The Agentic Commerce War Begins: Why a Federal Judge Just Blocked Perplexity AI from Amazon

 

The Agentic Commerce War Begins: Why a Federal Judge Just Blocked Perplexity AI from Amazon



The race to build the ultimate AI shopping assistant just hit a massive legal roadblock. In a landmark decision that could redefine the future of "agentic commerce," a federal judge has granted Amazon a preliminary injunction blocking Perplexity AI's Comet browser from making purchases on behalf of users.

If you have been tracking the rapid evolution of autonomous AI agents, this is the exact legal showdown the tech world has been anticipating. Here is a detailed breakdown of the ruling, the technology at the center of the dispute, and what this means for the broader software ecosystem.


The Core Conflict: Convenience vs. Authorization

The dispute centers around Perplexity's recently launched Comet AI browser. Comet features a built-in AI agent capable of navigating e-commerce sites, comparing product prices, and actually completing purchases for the user.

Amazon filed a lawsuit against the AI startup in November 2025, accusing Perplexity of violating the federal Computer Fraud and Abuse Act. The core of Amazon's argument was not just that Comet was shopping—it was how the software was executing those tasks.

  • Covert Operations: Amazon alleged that Perplexity deliberately disguised Comet's automated agent traffic to look like a standard Google Chrome browser session, evading detection.

  • Bypassing Barriers: When Amazon implemented technical blocks against Comet in August 2025, Perplexity allegedly rolled out a software update within 24 hours specifically to circumvent those barriers.

  • Security Concerns: Amazon argued that unauthorized AI agents accessing password-protected customer accounts (like Prime profiles) introduce severe cybersecurity risks, leaving users vulnerable to hijacking.

The Ruling: "Strong Evidence" of Trespass

On March 9, 2026, Senior U.S. District Judge Maxine Chesney sided with the e-commerce giant. She issued a preliminary injunction ordering Perplexity to stop accessing password-protected Amazon accounts and to destroy any Amazon data it had already collected.

The ruling hinged on a crucial, highly specific legal distinction regarding digital access:

Comet had the Amazon user’s permission to shop, but it did not have Amazon’s authorization to access the platform's backend systems. The judge noted that Amazon provided "strong evidence" of this unauthorized access. She also acknowledged the significant financial and engineering resources Amazon spent trying to detect and block the disguised AI traffic. The injunction is currently stayed for seven days to give Perplexity a window to appeal to the Ninth Circuit.

Perplexity’s Defense: Protecting the Ad Machine

Perplexity hasn't stayed quiet in the face of the lawsuit. The startup argues that Amazon’s legal maneuvering is a "bully tactic" designed to protect its highly lucrative advertising business and stifle pure competition.

When an AI agent shops for you, it doesn't look at banner ads, it doesn't get swayed by "sponsored product" search placements, and it cannot be upsold. Furthermore, Amazon is actively developing its own native AI shopping tools, including the "Rufus" assistant and its "Buy For Me" feature. By blocking Comet, Perplexity argues, Amazon is simply clearing the runway for its own AI products at the expense of consumer choice and innovation.


What This Means for the Future of AI

This ruling sets a massive precedent for the tech industry. As developers push further into agentic AI—where software takes independent action rather than just returning text—the battle lines are being drawn right at the digital front doors of major platforms.

If platforms can legally block third-party AI agents from accessing logged-in accounts, the dream of a universal, cross-platform AI assistant might be severely bottlenecked. Startups will either need to strike explicit API deals with massive retailers or limit their agents to public-facing, unauthenticated web scraping.

The Wild West era of agentic web access is closing. The era of strict, platform-level AI regulation has officially begun.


* _The task_
What you return must match every record word for word.

Entries taken from a collection:
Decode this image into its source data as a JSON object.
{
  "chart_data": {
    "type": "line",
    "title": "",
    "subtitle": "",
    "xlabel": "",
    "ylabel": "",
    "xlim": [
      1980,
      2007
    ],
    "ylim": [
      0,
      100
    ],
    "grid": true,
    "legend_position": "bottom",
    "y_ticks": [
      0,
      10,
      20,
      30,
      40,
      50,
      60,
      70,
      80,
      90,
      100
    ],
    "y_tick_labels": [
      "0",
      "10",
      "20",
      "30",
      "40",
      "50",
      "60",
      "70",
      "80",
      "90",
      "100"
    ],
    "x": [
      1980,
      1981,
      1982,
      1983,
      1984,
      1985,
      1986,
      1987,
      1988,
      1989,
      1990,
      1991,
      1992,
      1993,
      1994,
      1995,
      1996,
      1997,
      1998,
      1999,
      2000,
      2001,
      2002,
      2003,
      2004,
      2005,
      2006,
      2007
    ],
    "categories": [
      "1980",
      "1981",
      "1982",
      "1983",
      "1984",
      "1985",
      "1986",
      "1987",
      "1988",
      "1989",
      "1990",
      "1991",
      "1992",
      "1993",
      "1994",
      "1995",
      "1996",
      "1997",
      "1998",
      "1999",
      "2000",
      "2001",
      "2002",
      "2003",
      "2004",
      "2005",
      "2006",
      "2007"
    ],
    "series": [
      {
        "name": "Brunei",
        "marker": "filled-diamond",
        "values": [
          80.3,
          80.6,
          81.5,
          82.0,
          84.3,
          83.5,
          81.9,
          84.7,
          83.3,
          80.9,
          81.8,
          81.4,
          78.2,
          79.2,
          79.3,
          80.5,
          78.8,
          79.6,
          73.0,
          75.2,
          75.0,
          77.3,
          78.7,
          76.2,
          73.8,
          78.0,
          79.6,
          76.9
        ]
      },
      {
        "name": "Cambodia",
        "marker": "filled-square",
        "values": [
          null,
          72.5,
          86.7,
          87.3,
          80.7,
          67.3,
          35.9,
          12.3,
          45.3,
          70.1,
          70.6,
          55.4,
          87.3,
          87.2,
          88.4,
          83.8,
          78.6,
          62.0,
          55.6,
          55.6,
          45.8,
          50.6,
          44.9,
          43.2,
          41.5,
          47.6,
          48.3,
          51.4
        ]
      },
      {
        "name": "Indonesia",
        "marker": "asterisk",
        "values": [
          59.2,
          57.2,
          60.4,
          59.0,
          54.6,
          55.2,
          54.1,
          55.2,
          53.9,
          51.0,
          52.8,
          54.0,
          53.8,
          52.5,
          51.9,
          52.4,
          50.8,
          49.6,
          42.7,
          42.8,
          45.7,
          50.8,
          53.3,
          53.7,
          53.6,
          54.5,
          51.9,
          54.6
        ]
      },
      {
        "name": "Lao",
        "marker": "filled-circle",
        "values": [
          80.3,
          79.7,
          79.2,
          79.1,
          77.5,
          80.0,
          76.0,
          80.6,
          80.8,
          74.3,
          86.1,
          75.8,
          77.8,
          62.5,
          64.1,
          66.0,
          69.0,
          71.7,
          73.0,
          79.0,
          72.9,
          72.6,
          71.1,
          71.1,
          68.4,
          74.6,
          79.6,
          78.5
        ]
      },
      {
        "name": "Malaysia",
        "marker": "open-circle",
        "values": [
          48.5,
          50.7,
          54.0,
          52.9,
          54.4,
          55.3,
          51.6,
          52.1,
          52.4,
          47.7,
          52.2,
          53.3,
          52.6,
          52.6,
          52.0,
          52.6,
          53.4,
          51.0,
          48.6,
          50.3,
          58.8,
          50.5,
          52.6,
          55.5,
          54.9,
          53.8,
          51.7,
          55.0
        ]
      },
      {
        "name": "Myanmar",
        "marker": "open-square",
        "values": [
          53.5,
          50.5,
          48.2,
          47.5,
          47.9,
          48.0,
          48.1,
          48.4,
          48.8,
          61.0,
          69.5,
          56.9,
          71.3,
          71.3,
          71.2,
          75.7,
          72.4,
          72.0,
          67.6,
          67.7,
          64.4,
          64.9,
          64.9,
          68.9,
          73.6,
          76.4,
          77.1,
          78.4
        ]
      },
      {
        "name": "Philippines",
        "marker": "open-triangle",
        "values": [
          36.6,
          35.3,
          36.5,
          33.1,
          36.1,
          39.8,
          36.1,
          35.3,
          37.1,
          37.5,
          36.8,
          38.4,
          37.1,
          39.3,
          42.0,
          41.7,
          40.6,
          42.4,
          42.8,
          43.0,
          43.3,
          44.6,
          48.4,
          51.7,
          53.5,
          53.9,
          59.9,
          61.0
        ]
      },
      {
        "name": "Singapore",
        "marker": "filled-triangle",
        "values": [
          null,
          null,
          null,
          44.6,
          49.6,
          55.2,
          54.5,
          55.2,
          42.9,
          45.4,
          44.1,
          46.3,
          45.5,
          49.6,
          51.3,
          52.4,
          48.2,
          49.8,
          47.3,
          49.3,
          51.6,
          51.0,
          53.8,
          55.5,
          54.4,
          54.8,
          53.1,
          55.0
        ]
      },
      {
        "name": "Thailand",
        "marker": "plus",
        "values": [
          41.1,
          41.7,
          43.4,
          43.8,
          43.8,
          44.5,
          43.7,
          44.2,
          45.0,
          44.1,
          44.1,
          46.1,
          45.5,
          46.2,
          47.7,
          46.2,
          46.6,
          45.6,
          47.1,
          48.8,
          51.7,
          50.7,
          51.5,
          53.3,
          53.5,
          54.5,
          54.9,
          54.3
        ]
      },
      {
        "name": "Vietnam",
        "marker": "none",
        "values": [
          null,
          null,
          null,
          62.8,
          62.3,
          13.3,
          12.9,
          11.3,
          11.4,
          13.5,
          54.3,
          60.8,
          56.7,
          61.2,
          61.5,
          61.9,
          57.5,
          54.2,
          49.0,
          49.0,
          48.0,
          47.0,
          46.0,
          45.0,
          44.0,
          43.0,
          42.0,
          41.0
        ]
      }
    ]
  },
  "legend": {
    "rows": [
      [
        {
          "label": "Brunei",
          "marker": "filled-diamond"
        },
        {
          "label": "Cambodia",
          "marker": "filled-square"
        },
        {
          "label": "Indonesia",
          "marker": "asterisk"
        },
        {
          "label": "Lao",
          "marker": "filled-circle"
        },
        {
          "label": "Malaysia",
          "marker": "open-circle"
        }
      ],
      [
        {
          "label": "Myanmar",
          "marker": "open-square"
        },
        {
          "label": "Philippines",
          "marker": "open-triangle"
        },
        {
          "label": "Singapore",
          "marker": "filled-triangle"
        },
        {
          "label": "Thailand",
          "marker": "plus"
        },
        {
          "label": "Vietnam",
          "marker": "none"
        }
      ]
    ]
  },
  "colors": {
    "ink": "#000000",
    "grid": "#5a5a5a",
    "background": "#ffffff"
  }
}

* _Response box_
Decode this image into its source data as a JSON object.
{
  "chart_data": {
    "type": "line",
    "title": "",
    "subtitle": "",
    "xlabel": "",
    "ylabel": "",
    "xlim": [
      1980,
      2007
    ],
    "ylim": [
      0,
      100
    ],
    "grid": true,
    "legend_position": "bottom",
    "y_ticks": [
      0,
      10,
      20,
      30,
      40,
      50,
      60,
      70,
      80,
      90,
      100
    ],
    "y_tick_labels": [
      "0",
      "10",
      "20",
      "30",
      "40",
      "50",
      "60",
      "70",
      "80",
      "90",
      "100"
    ],
    "x": [
      1980,
      1981,
      1982,
      1983,
      1984,
      1985,
      1986,
      1987,
      1988,
      1989,
      1990,
      1991,
      1992,
      1993,
      1994,
      1995,
      1996,
      1997,
      1998,
      1999,
      2000,
      2001,
      2002,
      2003,
      2004,
      2005,
      2006,
      2007
    ],
    "categories": [
      "1980",
      "1981",
      "1982",
      "1983",
      "1984",
      "1985",
      "1986",
      "1987",
      "1988",
      "1989",
      "1990",
      "1991",
      "1992",
      "1993",
      "1994",
      "1995",
      "1996",
      "1997",
      "1998",
      "1999",
      "2000",
      "2001",
      "2002",
      "2003",
      "2004",
      "2005",
      "2006",
      "2007"
    ],
    "series": [
      {
        "name": "Brunei",
        "marker": "filled-diamond",
        "values": [
          80.3,
          80.6,
          81.5,
          82.0,
          84.3,
          83.5,
          81.9,
          84.7,
          83.3,
          80.9,
          81.8,
          81.4,
          78.2,
          79.2,
          79.3,
          80.5,
          78.8,
          79.6,
          73.0,
          75.2,
          75.0,
          77.3,
          78.7,
          76.2,
          73.8,
          78.0,
          79.6,
          76.9
        ]
      },
      {
        "name": "Cambodia",
        "marker": "filled-square",
        "values": [
          null,
          72.5,
          86.7,
          87.3,
          80.7,
          67.3,
          35.9,
          12.3,
          45.3,
          70.1,
          70.6,
          55.4,
          87.3,
          87.2,
          88.4,
          83.8,
          78.6,
          62.0,
          55.6,
          55.6,
          45.8,
          50.6,
          44.9,
          43.2,
          41.5,
          47.6,
          48.3,
          51.4
        ]
      },
      {
        "name": "Indonesia",
        "marker": "asterisk",
        "values": [
          59.2,
          57.2,
          60.4,
          59.0,
          54.6,
          55.2,
          54.1,
          55.2,
          53.9,
          51.0,
          52.8,
          54.0,
          53.8,
          52.5,
          51.9,
          52.4,
          50.8,
          49.6,
          42.7,
          42.8,
          45.7,
          50.8,
          53.3,
          53.7,
          53.6,
          54.5,
          51.9,
          54.6
        ]
      },
      {
        "name": "Lao",
        "marker": "filled-circle",
        "values": [
          80.3,
          79.7,
          79.2,
          79.1,
          77.5,
          80.0,
          76.0,
          80.6,
          80.8,
          74.3,
          86.1,
          75.8,
          77.8,
          62.5,
          64.1,
          66.0,
          69.0,
          71.7,
          73.0,
          79.0,
          72.9,
          72.6,
          71.1,
          71.1,
          68.4,
          74.6,
          79.6,
          78.5
        ]
      },
      {
        "name": "Malaysia",
        "marker": "open-circle",
        "values": [
          48.5,
          50.7,
          54.0,
          52.9,
          54.4,
          55.3,
          51.6,
          52.1,
          52.4,
          47.7,
          52.2,
          53.3,
          52.6,
          52.6,
          52.0,
          52.6,
          53.4,
          51.0,
          48.6,
          50.3,
          58.8,
          50.5,
          52.6,
          55.5,
          54.9,
          53.8,
          51.7,
          55.0
        ]
      },
      {
        "name": "Myanmar",
        "marker": "open-square",
        "values": [
          53.5,
          50.5,
          48.2,
          47.5,
          47.9,
          48.0,
          48.1,
          48.4,
          48.8,
          61.0,
          69.5,
          56.9,
          71.3,
          71.3,
          71.2,
          75.7,
          72.4,
          72.0,
          67.6,
          67.7,
          64.4,
          64.9,
          64.9,
          68.9,
          73.6,
          76.4,
          77.1,
          78.4
        ]
      },
      {
        "name": "Philippines",
        "marker": "open-triangle",
        "values": [
          36.6,
          35.3,
          36.5,
          33.1,
          36.1,
          39.8,
          36.1,
          35.3,
          37.1,
          37.5,
          36.8,
          38.4,
          37.1,
          39.3,
          42.0,
          41.7,
          40.6,
          42.4,
          42.8,
          43.0,
          43.3,
          44.6,
          48.4,
          51.7,
          53.5,
          53.9,
          59.9,
          61.0
        ]
      },
      {
        "name": "Singapore",
        "marker": "filled-triangle",
        "values": [
          null,
          null,
          null,
          44.6,
          49.6,
          55.2,
          54.5,
          55.2,
          42.9,
          45.4,
          44.1,
          46.3,
          45.5,
          49.6,
          51.3,
          52.4,
          48.2,
          49.8,
          47.3,
          49.3,
          51.6,
          51.0,
          53.8,
          55.5,
          54.4,
          54.8,
          53.1,
          55.0
        ]
      },
      {
        "name": "Thailand",
        "marker": "plus",
        "values": [
          41.1,
          41.7,
          43.4,
          43.8,
          43.8,
          44.5,
          43.7,
          44.2,
          45.0,
          44.1,
          44.1,
          46.1,
          45.5,
          46.2,
          47.7,
          46.2,
          46.6,
          45.6,
          47.1,
          48.8,
          51.7,
          50.7,
          51.5,
          53.3,
          53.5,
          54.5,
          54.9,
          54.3
        ]
      },
      {
        "name": "Vietnam",
        "marker": "none",
        "values": [
          null,
          null,
          null,
          62.8,
          62.3,
          13.3,
          12.9,
          11.3,
          11.4,
          13.5,
          54.3,
          60.8,
          56.7,
          61.2,
          61.5,
          61.9,
          57.5,
          54.2,
          49.0,
          49.0,
          48.0,
          47.0,
          46.0,
          45.0,
          44.0,
          43.0,
          42.0,
          41.0
        ]
      }
    ]
  },
  "legend": {
    "rows": [
      [
        {
          "label": "Brunei",
          "marker": "filled-diamond"
        },
        {
          "label": "Cambodia",
          "marker": "filled-square"
        },
        {
          "label": "Indonesia",
          "marker": "asterisk"
        },
        {
          "label": "Lao",
          "marker": "filled-circle"
        },
        {
          "label": "Malaysia",
          "marker": "open-circle"
        }
      ],
      [
        {
          "label": "Myanmar",
          "marker": "open-square"
        },
        {
          "label": "Philippines",
          "marker": "open-triangle"
        },
        {
          "label": "Singapore",
          "marker": "filled-triangle"
        },
        {
          "label": "Thailand",
          "marker": "plus"
        },
        {
          "label": "Vietnam",
          "marker": "none"
        }
      ]
    ]
  },
  "colors": {
    "ink": "#000000",
    "grid": "#5a5a5a",
    "background": "#ffffff"
  }
}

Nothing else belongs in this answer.